> **WHAT YOU ARE ASKED TO DO**
Would you write out all of the entries below, exactly as they stand?

****************

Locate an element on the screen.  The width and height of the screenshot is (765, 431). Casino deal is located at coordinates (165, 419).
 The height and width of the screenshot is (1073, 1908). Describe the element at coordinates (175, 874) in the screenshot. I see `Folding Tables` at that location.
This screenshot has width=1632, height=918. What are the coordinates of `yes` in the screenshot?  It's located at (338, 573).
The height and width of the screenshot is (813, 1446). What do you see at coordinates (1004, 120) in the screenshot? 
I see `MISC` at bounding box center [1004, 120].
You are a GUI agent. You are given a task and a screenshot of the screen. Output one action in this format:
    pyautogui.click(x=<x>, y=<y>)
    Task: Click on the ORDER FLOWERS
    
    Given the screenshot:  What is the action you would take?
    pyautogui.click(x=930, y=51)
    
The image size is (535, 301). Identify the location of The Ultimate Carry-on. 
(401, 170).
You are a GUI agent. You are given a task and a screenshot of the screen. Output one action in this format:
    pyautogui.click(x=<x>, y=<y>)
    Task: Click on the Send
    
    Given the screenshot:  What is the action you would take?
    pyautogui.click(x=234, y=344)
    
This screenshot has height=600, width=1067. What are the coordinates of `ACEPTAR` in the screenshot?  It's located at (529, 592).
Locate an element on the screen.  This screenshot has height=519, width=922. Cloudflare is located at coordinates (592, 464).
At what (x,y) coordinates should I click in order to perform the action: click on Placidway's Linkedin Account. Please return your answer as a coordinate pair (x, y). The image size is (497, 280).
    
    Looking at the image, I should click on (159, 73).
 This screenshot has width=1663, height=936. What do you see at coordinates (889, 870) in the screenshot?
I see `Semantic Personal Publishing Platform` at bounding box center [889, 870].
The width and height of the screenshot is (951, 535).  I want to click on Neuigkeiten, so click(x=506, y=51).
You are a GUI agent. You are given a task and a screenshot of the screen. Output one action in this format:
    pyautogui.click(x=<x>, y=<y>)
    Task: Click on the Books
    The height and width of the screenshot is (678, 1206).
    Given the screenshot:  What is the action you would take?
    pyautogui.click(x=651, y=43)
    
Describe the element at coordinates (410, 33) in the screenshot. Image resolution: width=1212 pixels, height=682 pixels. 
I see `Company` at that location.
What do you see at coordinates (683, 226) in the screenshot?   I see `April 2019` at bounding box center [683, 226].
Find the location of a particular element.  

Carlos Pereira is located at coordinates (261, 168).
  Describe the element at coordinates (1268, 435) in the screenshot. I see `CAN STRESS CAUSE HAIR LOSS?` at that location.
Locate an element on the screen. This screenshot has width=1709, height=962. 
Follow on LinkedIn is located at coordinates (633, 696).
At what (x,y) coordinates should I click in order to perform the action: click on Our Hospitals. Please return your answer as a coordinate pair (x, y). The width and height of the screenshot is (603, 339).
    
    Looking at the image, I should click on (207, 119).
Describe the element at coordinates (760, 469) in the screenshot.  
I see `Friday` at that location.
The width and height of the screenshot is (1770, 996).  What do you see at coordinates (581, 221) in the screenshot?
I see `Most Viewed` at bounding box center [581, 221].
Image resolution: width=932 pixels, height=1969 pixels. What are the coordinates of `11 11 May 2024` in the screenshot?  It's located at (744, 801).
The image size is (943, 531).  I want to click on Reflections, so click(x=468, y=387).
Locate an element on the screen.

****************

> **OUTPUT OF THE EXERCISE**
Locate an element on the screen.  The width and height of the screenshot is (765, 431). Casino deal is located at coordinates (165, 419).
 The height and width of the screenshot is (1073, 1908). Describe the element at coordinates (175, 874) in the screenshot. I see `Folding Tables` at that location.
This screenshot has width=1632, height=918. What are the coordinates of `yes` in the screenshot?  It's located at (338, 573).
The height and width of the screenshot is (813, 1446). What do you see at coordinates (1004, 120) in the screenshot? 
I see `MISC` at bounding box center [1004, 120].
You are a GUI agent. You are given a task and a screenshot of the screen. Output one action in this format:
    pyautogui.click(x=<x>, y=<y>)
    Task: Click on the ORDER FLOWERS
    
    Given the screenshot:  What is the action you would take?
    pyautogui.click(x=930, y=51)
    
The image size is (535, 301). Identify the location of The Ultimate Carry-on. 
(401, 170).
You are a GUI agent. You are given a task and a screenshot of the screen. Output one action in this format:
    pyautogui.click(x=<x>, y=<y>)
    Task: Click on the Send
    
    Given the screenshot:  What is the action you would take?
    pyautogui.click(x=234, y=344)
    
This screenshot has height=600, width=1067. What are the coordinates of `ACEPTAR` in the screenshot?  It's located at (529, 592).
Locate an element on the screen.  This screenshot has height=519, width=922. Cloudflare is located at coordinates (592, 464).
At what (x,y) coordinates should I click in order to perform the action: click on Placidway's Linkedin Account. Please return your answer as a coordinate pair (x, y). The image size is (497, 280).
    
    Looking at the image, I should click on (159, 73).
 This screenshot has width=1663, height=936. What do you see at coordinates (889, 870) in the screenshot?
I see `Semantic Personal Publishing Platform` at bounding box center [889, 870].
The width and height of the screenshot is (951, 535).  I want to click on Neuigkeiten, so click(x=506, y=51).
You are a GUI agent. You are given a task and a screenshot of the screen. Output one action in this format:
    pyautogui.click(x=<x>, y=<y>)
    Task: Click on the Books
    The height and width of the screenshot is (678, 1206).
    Given the screenshot:  What is the action you would take?
    pyautogui.click(x=651, y=43)
    
Describe the element at coordinates (410, 33) in the screenshot. Image resolution: width=1212 pixels, height=682 pixels. 
I see `Company` at that location.
What do you see at coordinates (683, 226) in the screenshot?   I see `April 2019` at bounding box center [683, 226].
Find the location of a particular element.  

Carlos Pereira is located at coordinates (261, 168).
  Describe the element at coordinates (1268, 435) in the screenshot. I see `CAN STRESS CAUSE HAIR LOSS?` at that location.
Locate an element on the screen. This screenshot has width=1709, height=962. 
Follow on LinkedIn is located at coordinates (633, 696).
At what (x,y) coordinates should I click in order to perform the action: click on Our Hospitals. Please return your answer as a coordinate pair (x, y). The width and height of the screenshot is (603, 339).
    
    Looking at the image, I should click on (207, 119).
Describe the element at coordinates (760, 469) in the screenshot.  
I see `Friday` at that location.
The width and height of the screenshot is (1770, 996).  What do you see at coordinates (581, 221) in the screenshot?
I see `Most Viewed` at bounding box center [581, 221].
Image resolution: width=932 pixels, height=1969 pixels. What are the coordinates of `11 11 May 2024` in the screenshot?  It's located at (744, 801).
The image size is (943, 531).  I want to click on Reflections, so click(x=468, y=387).
Locate an element on the screen.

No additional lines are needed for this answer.